"Better to be killed by the Serbs"; nutcase slogans; elections.

rc-am rcollins at netlink.com.au
Wed Apr 7 22:31:01 PDT 1999


gar posted:.

>>From Salon magazine:(for those who think NATO is
>the lesser evil, the "bleeding heart"
>alternative.)
.


here's my nutcase slogans for the day:  open the borders - no camps; stop
the bombs - desert.

open the borders, I've already spoken about.

refugee camps are increasingly, not only in this situation, but have been
for about a decade now, the means by which refugees are contained,
imprisoned, and through which richer countries pretend a humanitarianism,
but one, since it does not transgress one's own nationalism, amplifies the
internal limits of humanism to the point where the humanitarian response is
indistinguishable from that to which it is presumably responding: the
maintenance of nationalist borders.

stop the bombs, also implies opposition to NATO intervention on the ground.
the reasons are numerous, and have been stated often on the list.  this
slogan for me is not however sufficient on its own.    thinking only of our
response to NATO (and perhaps it is because I am not in the US) seems to me
to attach us (whether for or against) to an event and its structures which,
however implicitly, echo a time already passed:  the cold war.

the call for desertion might strike many here as the most odd.  but, first,
it is a recognition of what is happening and has happened in the ex-yu
countries over the last ten years:  of units mutinying, of people trying
desperately to evade the call ups, and of the increasingly routine way in
which the various govts have forced 'their own refugees' to return to their
homes as soldiers.    second, it is a recognition of the class composition
of the US and NATO armies.  yes, the US does not have conscription; but
some NATO countries do; and in any case, the composition of the US army (as
evidenced by the soldiers who are now held by the Belgrade govt) is not the
result of voluntary enlistment so much as economic compulsion.  (countries
which do have universal conscription rely less on economic compulsion that
the US does for gathering together cannon fodder.)

a brief note to Jim h on the election of governments from the wildcat
article:

"The first "free" (I.e. multi-party) elections held in the Republics of
Yugoslavia, in 1990, were a veritable referendum on war. In all the major
protagonist Republics: Slovenia, Croatia, Serbia and Bosnia-Hercegovina,
ethnic nationalist parties won clear victories over Yugoslavist
representatives of the old Communist League and non-ethnic liberal parties.
[...] Effectively, the citizens of Yugoslavia were
asked: "Are you in favour of ethnic slaughter? Yes/No"."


■ **PROBLEM STATEMENT**
Every entry is to be returned unchanged, and no picture is to be included.

■ **LISTED RECORDS**
....
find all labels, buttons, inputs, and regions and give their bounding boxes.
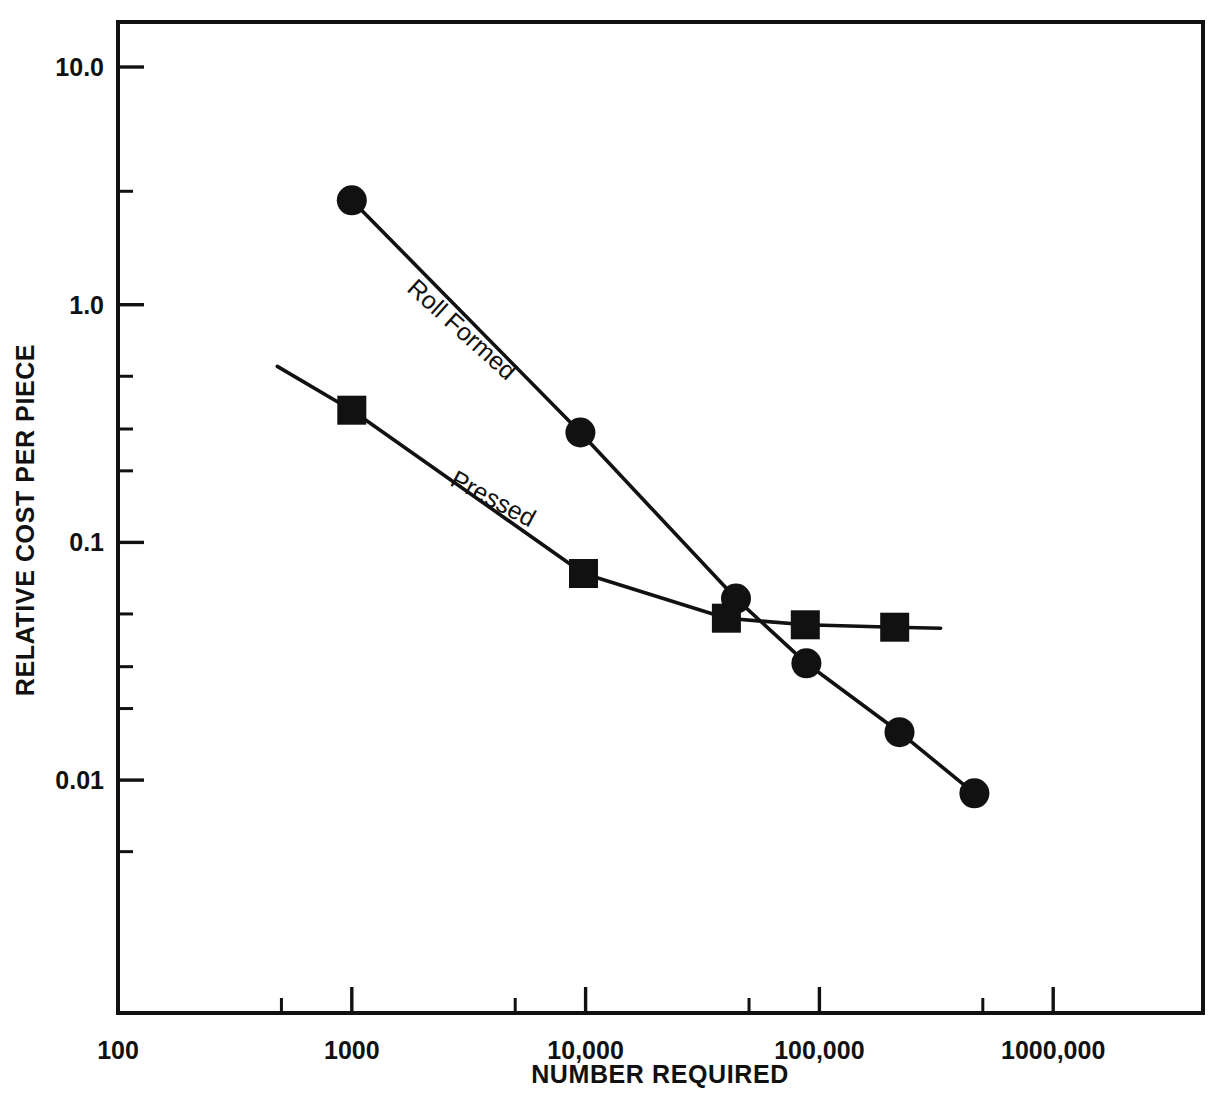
y-tick-label: 0.01 [55, 766, 104, 794]
data-point-square [337, 396, 366, 425]
data-point-square [880, 613, 909, 642]
y-axis-title: RELATIVE COST PER PIECE [11, 344, 39, 696]
y-tick-label: 0.1 [69, 528, 104, 556]
chart-canvas: 10.01.00.10.01 100100010,000100,0001000,… [0, 0, 1217, 1110]
x-tick-label: 1000,000 [1001, 1036, 1105, 1064]
x-tick-label: 1000 [324, 1036, 380, 1064]
x-tick-label: 100 [97, 1036, 139, 1064]
figure-background [0, 0, 1217, 1110]
x-axis-title: NUMBER REQUIRED [531, 1060, 789, 1088]
data-point-square [791, 610, 820, 639]
data-point-square [569, 559, 598, 588]
data-point-circle [791, 648, 821, 678]
data-point-circle [565, 418, 595, 448]
data-point-circle [959, 778, 989, 808]
y-tick-label: 10.0 [55, 53, 104, 81]
y-tick-label: 1.0 [69, 291, 104, 319]
chart-figure: 10.01.00.10.01 100100010,000100,0001000,… [0, 0, 1217, 1110]
data-point-circle [337, 185, 367, 215]
data-point-circle [885, 717, 915, 747]
data-point-square [712, 604, 741, 633]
....
■ **ANSWER BOX**
find all labels, buttons, inputs, and regions and give their bounding boxes.
y-tick-label: 0.01 [55, 766, 104, 794]
data-point-square [337, 396, 366, 425]
data-point-square [880, 613, 909, 642]
y-axis-title: RELATIVE COST PER PIECE [11, 344, 39, 696]
y-tick-label: 0.1 [69, 528, 104, 556]
chart-canvas: 10.01.00.10.01 100100010,000100,0001000,… [0, 0, 1217, 1110]
x-tick-label: 1000,000 [1001, 1036, 1105, 1064]
x-tick-label: 1000 [324, 1036, 380, 1064]
x-tick-label: 100 [97, 1036, 139, 1064]
figure-background [0, 0, 1217, 1110]
x-axis-title: NUMBER REQUIRED [531, 1060, 789, 1088]
data-point-square [791, 610, 820, 639]
data-point-square [569, 559, 598, 588]
data-point-circle [791, 648, 821, 678]
data-point-circle [565, 418, 595, 448]
data-point-circle [959, 778, 989, 808]
y-tick-label: 10.0 [55, 53, 104, 81]
y-tick-label: 1.0 [69, 291, 104, 319]
chart-figure: 10.01.00.10.01 100100010,000100,0001000,… [0, 0, 1217, 1110]
data-point-circle [337, 185, 367, 215]
data-point-circle [885, 717, 915, 747]
data-point-square [712, 604, 741, 633]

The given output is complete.